Why this matters: The DRC supplies most of the world's mined cobalt — a metal in nearly every phone and electric-car battery.
The Democratic Republic of the Congo dominates global mined cobalt and is a major copper source. This explains why concentration plus conflict creates supply-chain exposure, pointing to USGS minerals data rather than asserting outputs or prices.
- Cobalt supply concentration
- Copper and electrification
- Transport corridors and provenance
What this is about
The Democratic Republic of the Congo is the world's dominant source of mined cobalt and a significant copper producer; parts of the east have long experienced armed conflict. Cobalt and copper are central to batteries, electronics and electrification. Because supply is so concentrated, localized disruption — to mines, transport corridors or borders — can have outsized effects on global availability. This briefing explains that exposure and points to USGS mineral data; it does not assert specific mine outputs, prices or that a particular event changed supply.
Economic channels
The routes through which this can transmit to prices and trade. Several usually operate at once, which is why a single cause can rarely be isolated.
Cobalt supply concentration
With a large share of mined cobalt from one country, the battery and electronics supply chain is highly exposed to anything that interrupts DRC production or export.
Copper and electrification
Copper is essential to wiring, grids and electric vehicles. Disruption to a major copper source feeds into the cost and availability of electrification inputs.
Transport corridors and provenance
Landlocked mineral exports depend on long corridors to ports; conflict raises both logistics risk and scrutiny of supply-chain provenance and responsible sourcing.
What Warconomy data shows
Warconomy does not yet carry a source-linked critical-minerals price or output series, so this briefing points to USGS Mineral Commodity Summaries for cobalt and copper, the World Bank and UNCTAD for trade context, and UCDP/ReliefWeb for the conflict picture. No mineral figures are republished here as Warconomy's own.
What this does not prove
- It does not assert any specific DRC mine output, mineral price, or that a particular clash changed global supply by a measurable amount.
- Supply concentration describes exposure, not a prediction that disruption will occur.
- Warconomy does not track live mine production or real-time mineral prices.

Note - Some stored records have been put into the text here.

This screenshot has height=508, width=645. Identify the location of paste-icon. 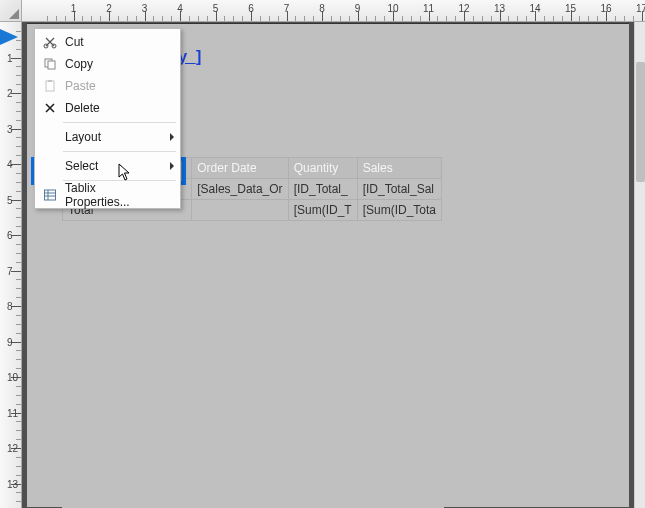
(50, 86).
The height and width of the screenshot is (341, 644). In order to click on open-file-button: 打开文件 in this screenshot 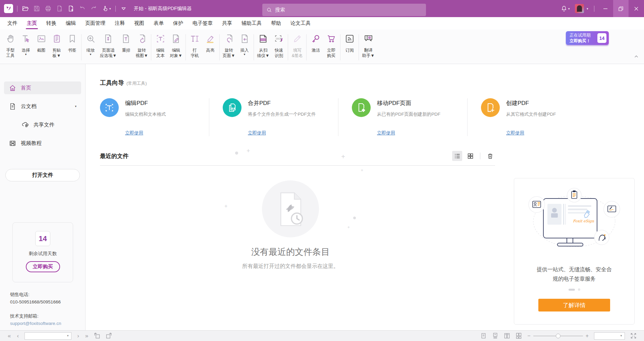, I will do `click(43, 175)`.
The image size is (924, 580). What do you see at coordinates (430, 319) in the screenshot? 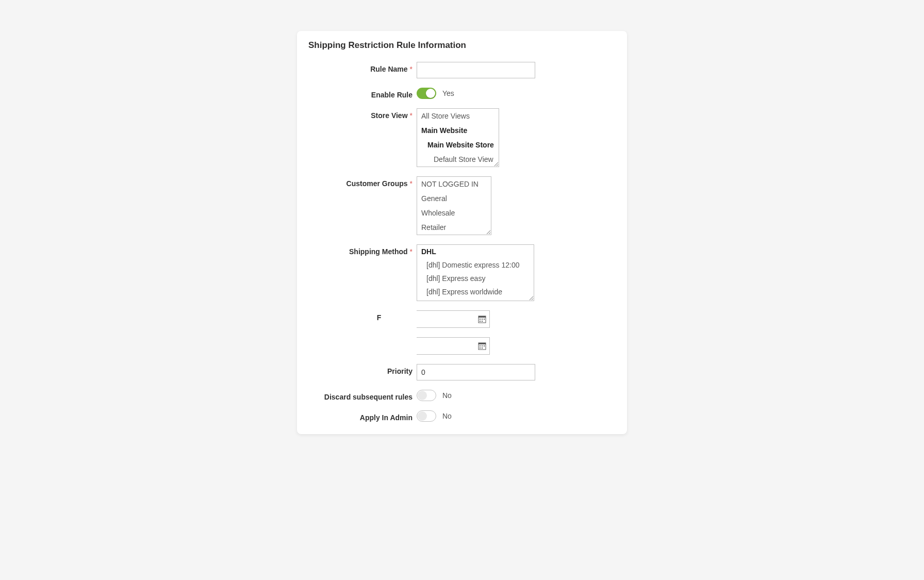
I see `from-date-input` at bounding box center [430, 319].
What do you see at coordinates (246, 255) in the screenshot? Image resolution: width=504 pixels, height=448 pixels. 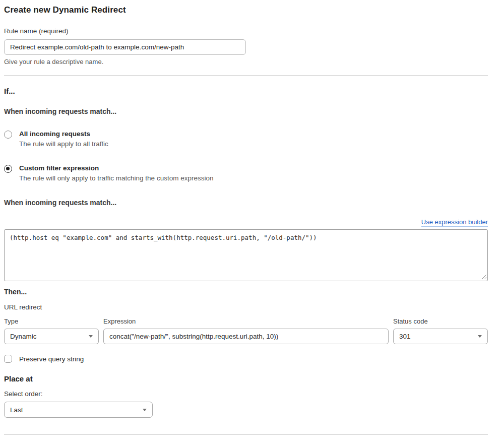 I see `filter-expression-textarea: (http.host eq "example.com" and starts_w…` at bounding box center [246, 255].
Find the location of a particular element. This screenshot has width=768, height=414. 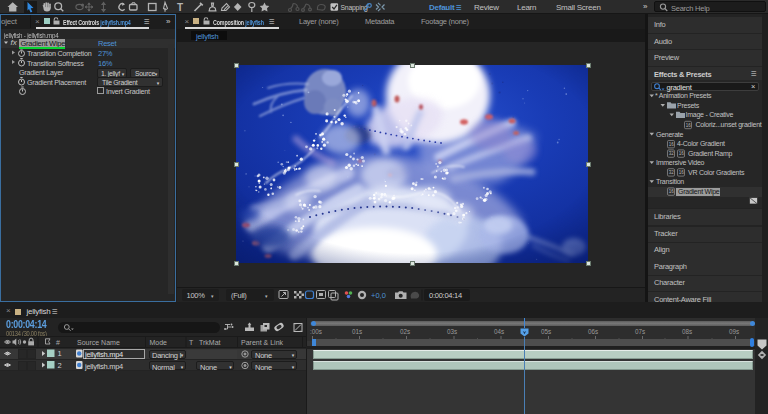

svg-text: TrkMat is located at coordinates (210, 342).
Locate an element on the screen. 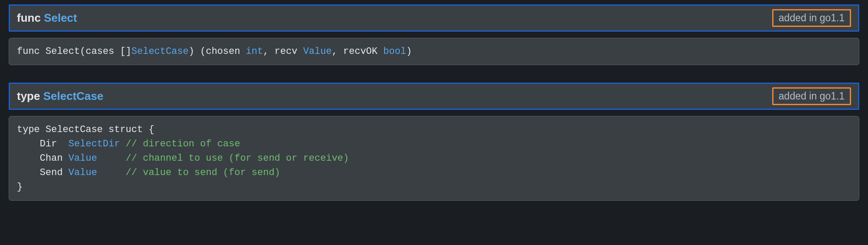 The image size is (868, 245). comment-send: // value to send (for send) is located at coordinates (203, 173).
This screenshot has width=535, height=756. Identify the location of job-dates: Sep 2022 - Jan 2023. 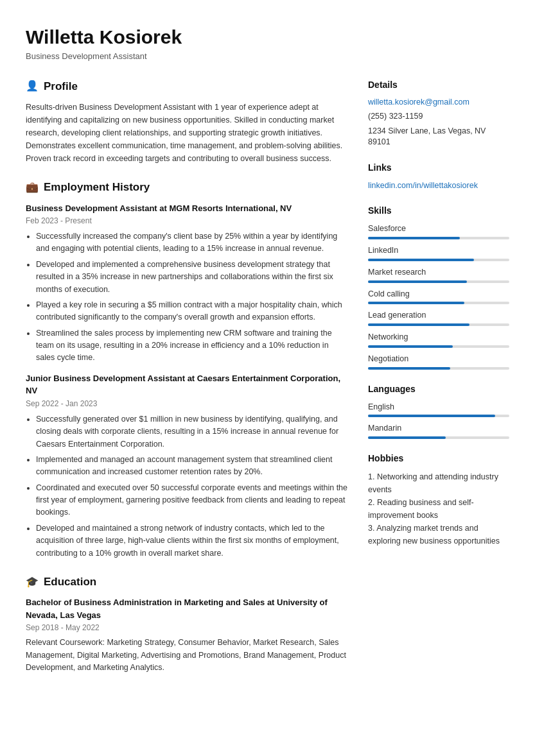
(188, 404).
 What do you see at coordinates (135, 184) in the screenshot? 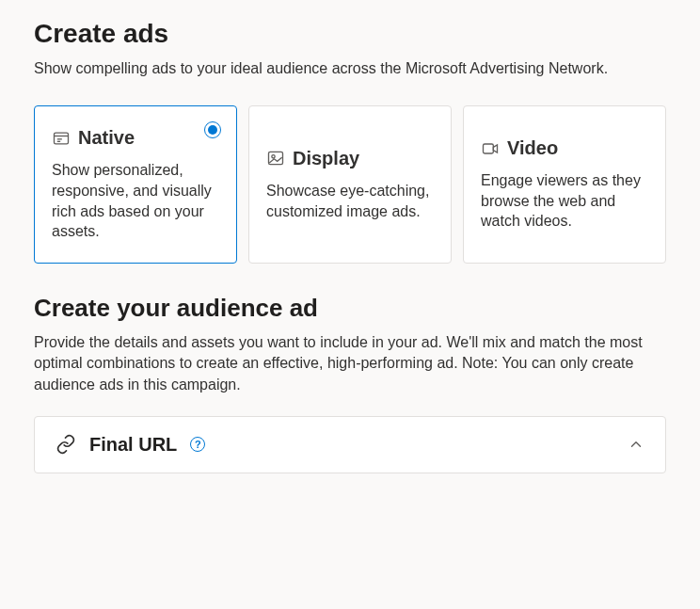
I see `ad-type-native-card: Native Show personalized, responsive, an…` at bounding box center [135, 184].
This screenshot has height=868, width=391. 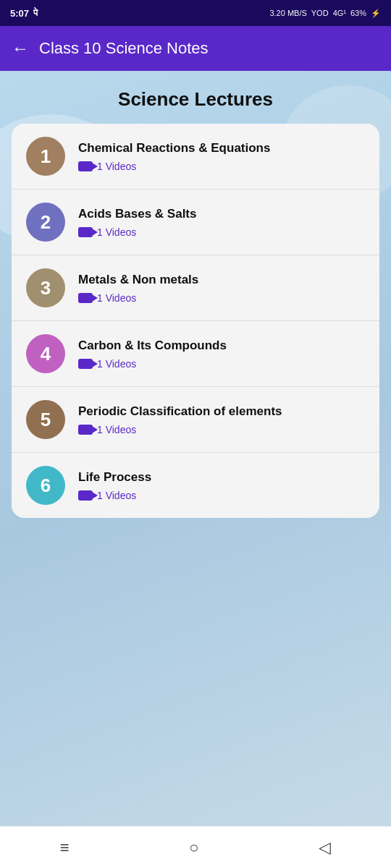 I want to click on bottom-nav: ≡ ○ ◁, so click(x=196, y=847).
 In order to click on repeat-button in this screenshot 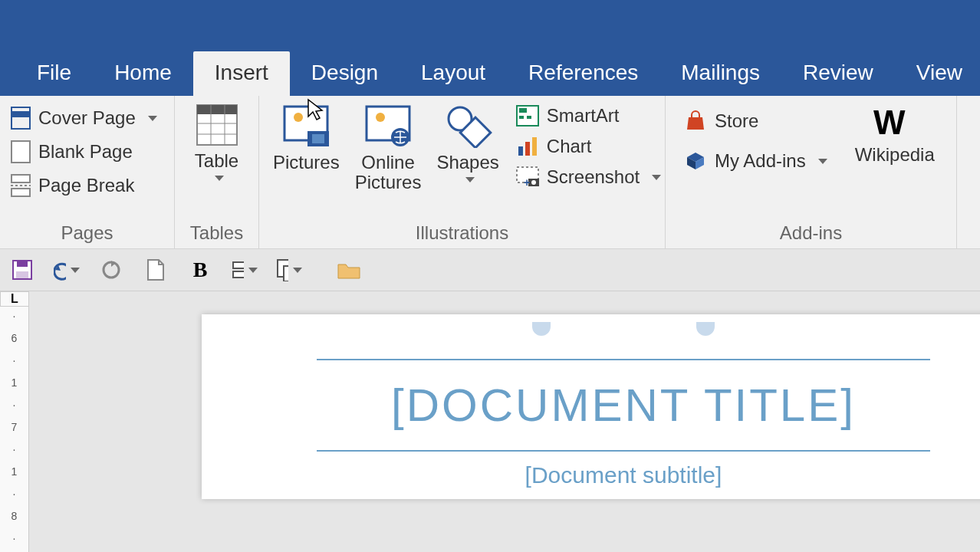, I will do `click(111, 270)`.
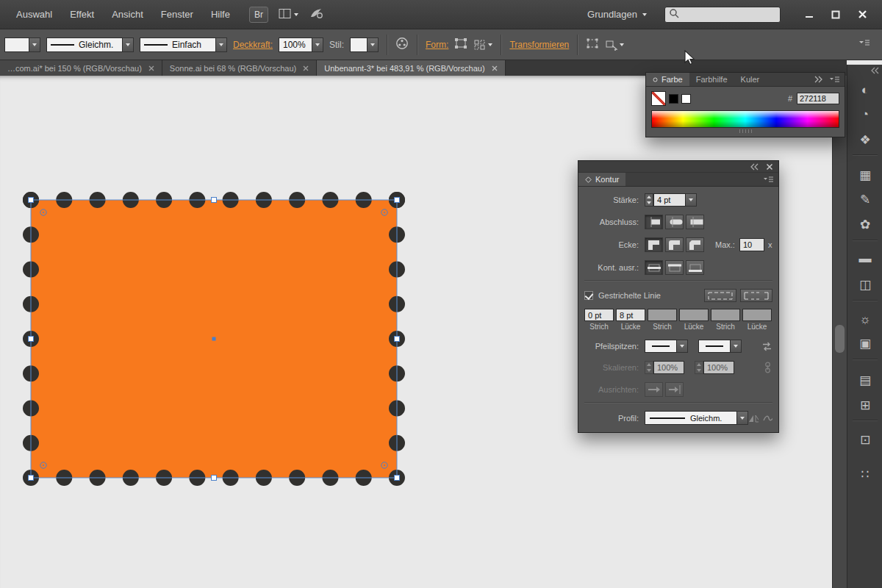 The height and width of the screenshot is (588, 882). I want to click on panel-resize-grip, so click(745, 131).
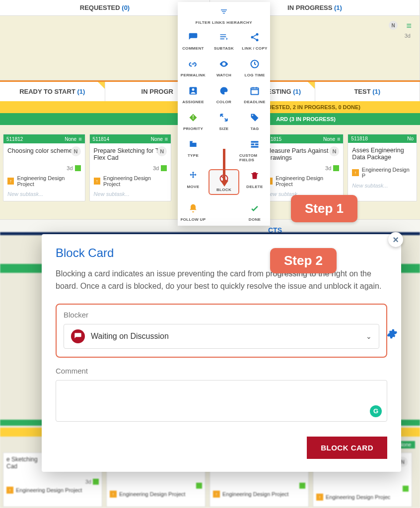 This screenshot has height=508, width=420. Describe the element at coordinates (193, 176) in the screenshot. I see `move-icon` at that location.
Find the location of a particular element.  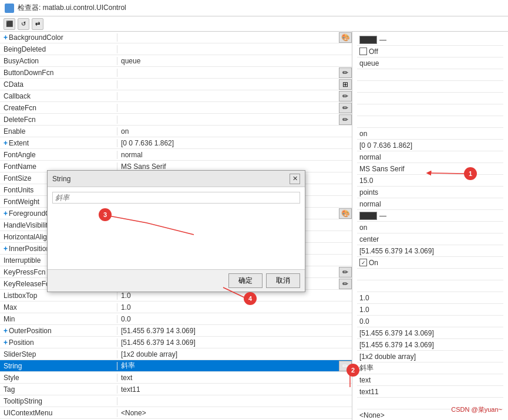

prop-name-tooltipstring: TooltipString is located at coordinates (59, 401).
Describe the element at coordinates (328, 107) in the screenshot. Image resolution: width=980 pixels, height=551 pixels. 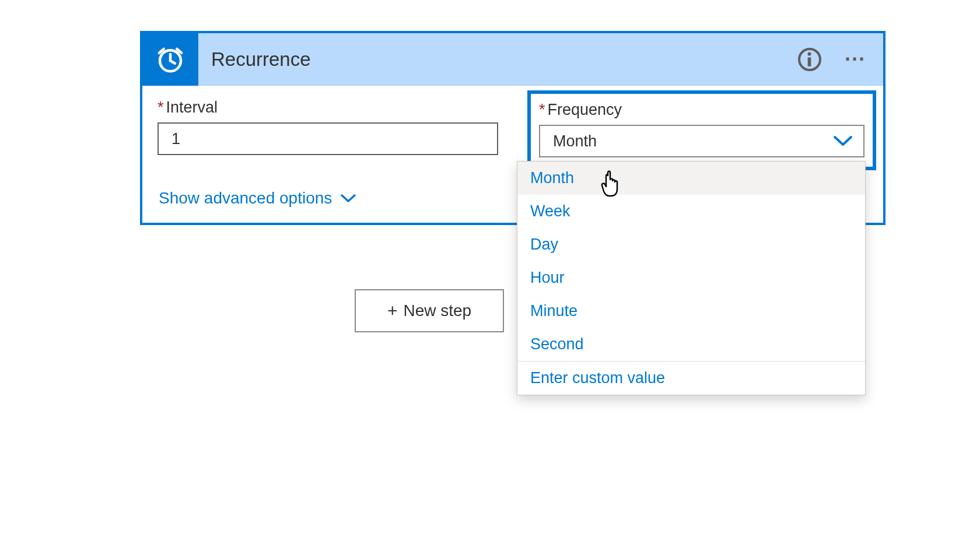
I see `interval-label: *Interval` at that location.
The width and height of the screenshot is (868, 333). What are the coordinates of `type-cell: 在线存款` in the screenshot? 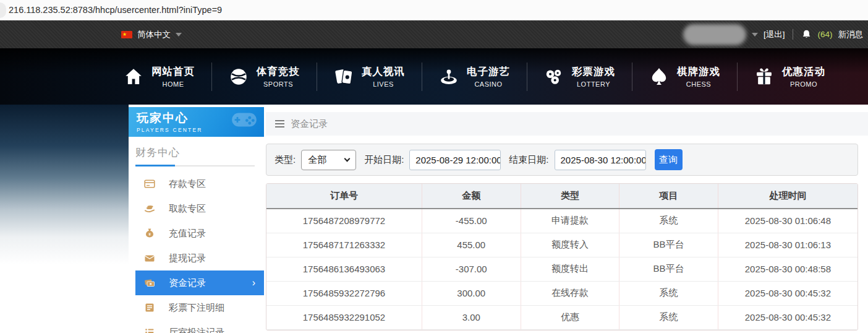 It's located at (570, 293).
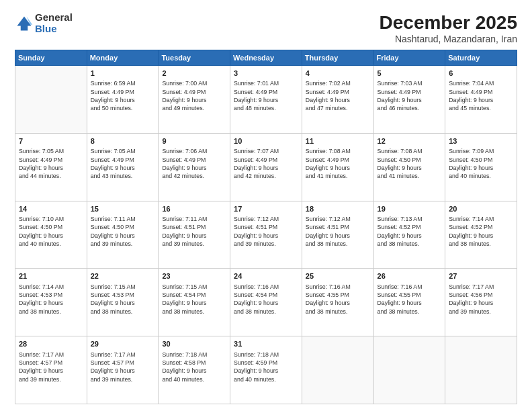 The image size is (532, 411). What do you see at coordinates (54, 17) in the screenshot?
I see `logo-general-text: General` at bounding box center [54, 17].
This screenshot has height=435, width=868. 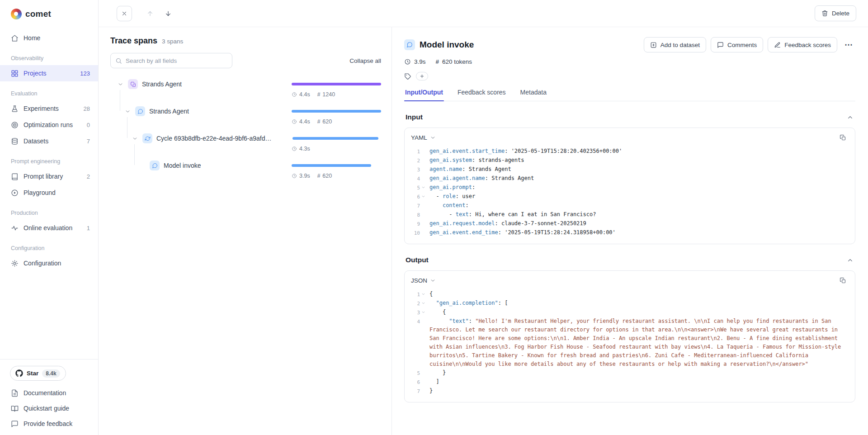 What do you see at coordinates (155, 165) in the screenshot?
I see `chat-span-icon` at bounding box center [155, 165].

Live tracking note: A cobalt/copper price or output series (USGS or World Bank metals) would need a dedicated source packet before any minerals figures could be shown.
Sources
Every figure this briefing refers to lives on a source-linked Warconomy page. The registry entries behind it:
- World Bank — World Bank Group (official)
- UN Conference on Trade and Development — UNCTAD (official)
Further authoritative references (external; for the underlying figures — Warconomy does not republish their numbers as its own):
- Mineral Commodity Summaries — U.S. Geological Survey (USGS) official
- Uppsala Conflict Data Program (UCDP) — Uppsala University academic
- ReliefWeb situation reports — UN OCHA intergovernmental
Where to go next
Cite this page
Warconomy, “Eastern DRC conflict: cobalt, copper and electronics supply chains”, reviewed as of June 23, 2026. https://warconomy.com/briefings/drc-conflict-cobalt-copper-trade.
Machine-readable: the JSON dataset and source registry. More citation formats on the citation catalog. Values are source-linked and manually maintained; not real-time.